April 01, 2007

 

Google's Teaspoon Project...

Just have to promote google's teaspoon project. Read carefully, it's very easy to follow and you might be tempted to order this kit from google... Before you do, don't forget it's April 1 today... :-)

Have been slacking off here with the tech advice. Sometimes I get very surprised what can stump people. Some things that are second nature to many of us is so new to others that we just don't realize that we no longer remember the beginning of the learning curve.

One of my friends is just now getting her feet wet on the Internet. She wants to use email and surf a little. That's all. I've set her up with the google bar in her browser and she is searching and finding already like a pro. She is fine with sending emails or responding to them. But as soon as she wants to save an attachment and find it again later, or use anything else but 'Send' or 'Reply' she gets into trouble. Here is a great website for beginners.

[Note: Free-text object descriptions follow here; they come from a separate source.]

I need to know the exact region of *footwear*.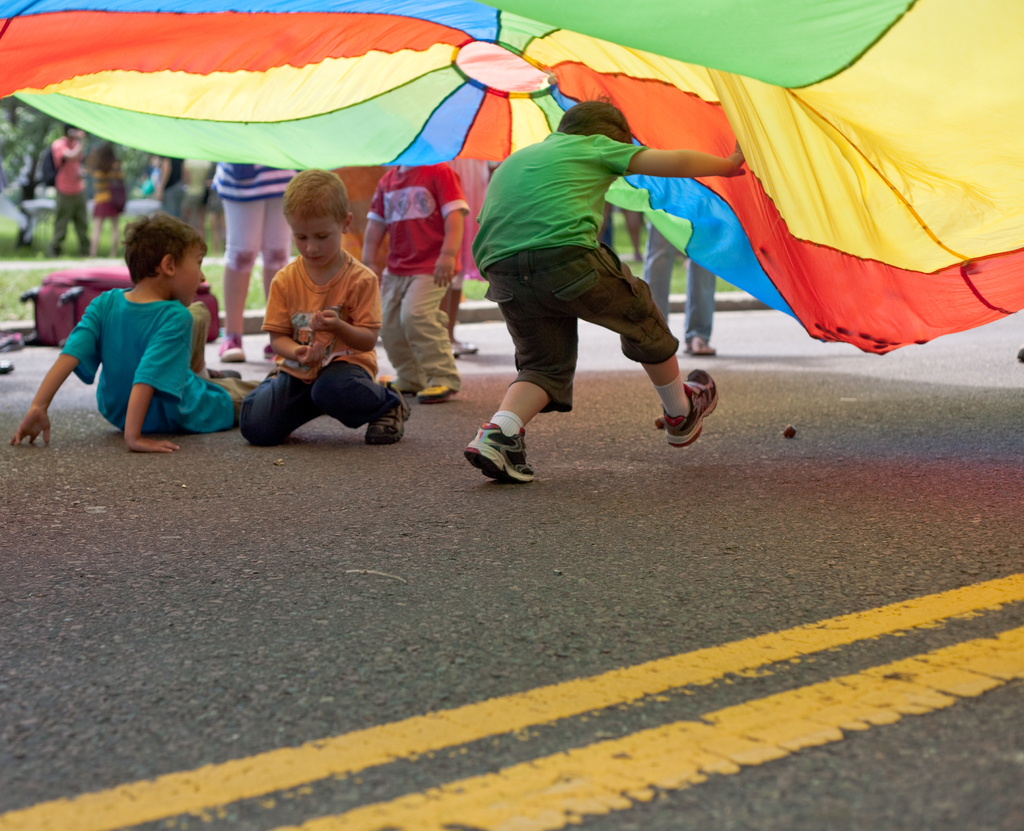
Region: 420,387,458,399.
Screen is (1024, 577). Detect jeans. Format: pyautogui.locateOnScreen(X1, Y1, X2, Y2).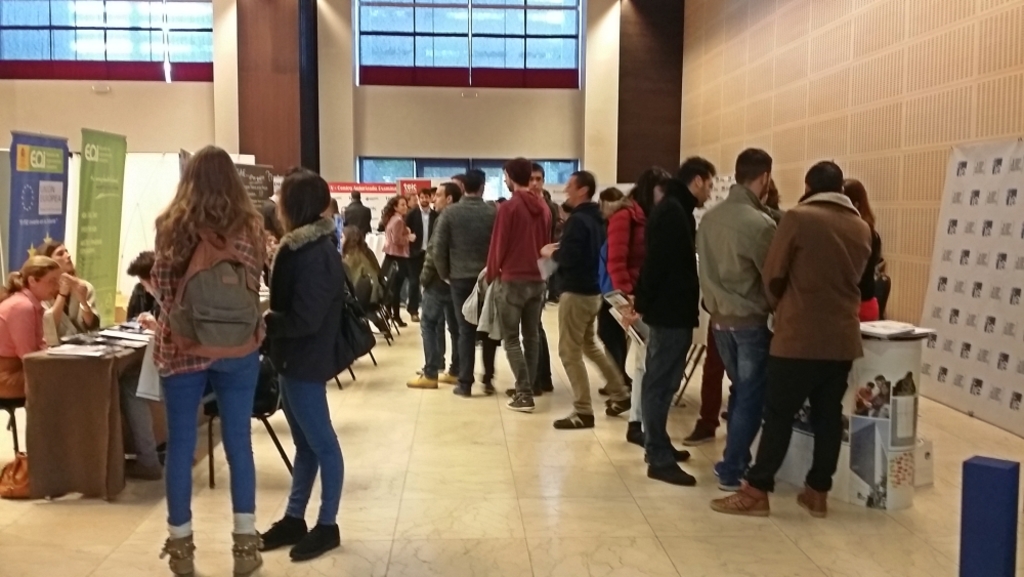
pyautogui.locateOnScreen(420, 281, 461, 376).
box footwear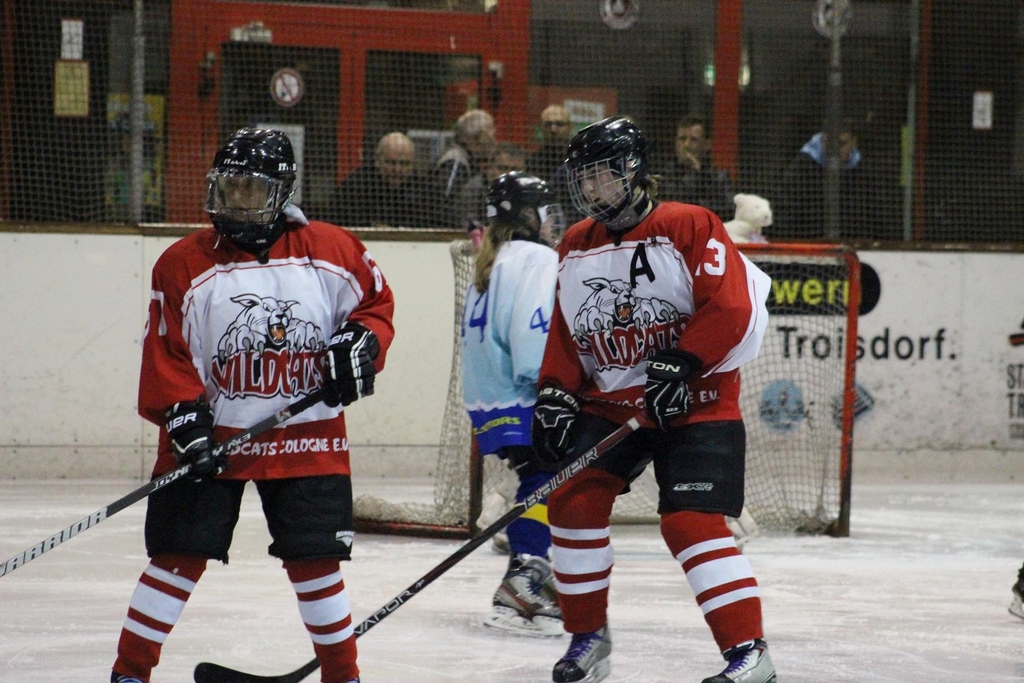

I keep repeating to her that much of what you can do in the program you are in is already on your screen. Read your screen. There are certain conventions that are the same from program to program. The most obvious or context relevant functionality is shown as icons. In a browser those would be icons like 'Back', 'Forward', 'Refresh', 'Stop', 'Home', etc. In your email program the icons are probably 'New', 'Print', 'Delete', 'Reply', 'Forward', 'Send/Receive', etc... you get the picture.

Where it gets a bit more involved is in the menu bar at the very top of the window. Most programs have: 'File', 'Edit', 'View', 'Tools', 'Help'. Clicking on those menus will reveal to you what you can do with the program you are in. Explore them. Every time you want to do something and are not sure how, look at the screen, read what's right in front of you, click on those menus and check what is available to you.

The most important one of those menus is 'Help'. Start using 'Help', pressing [F1] will bring up the program's 'Help', use it and learn.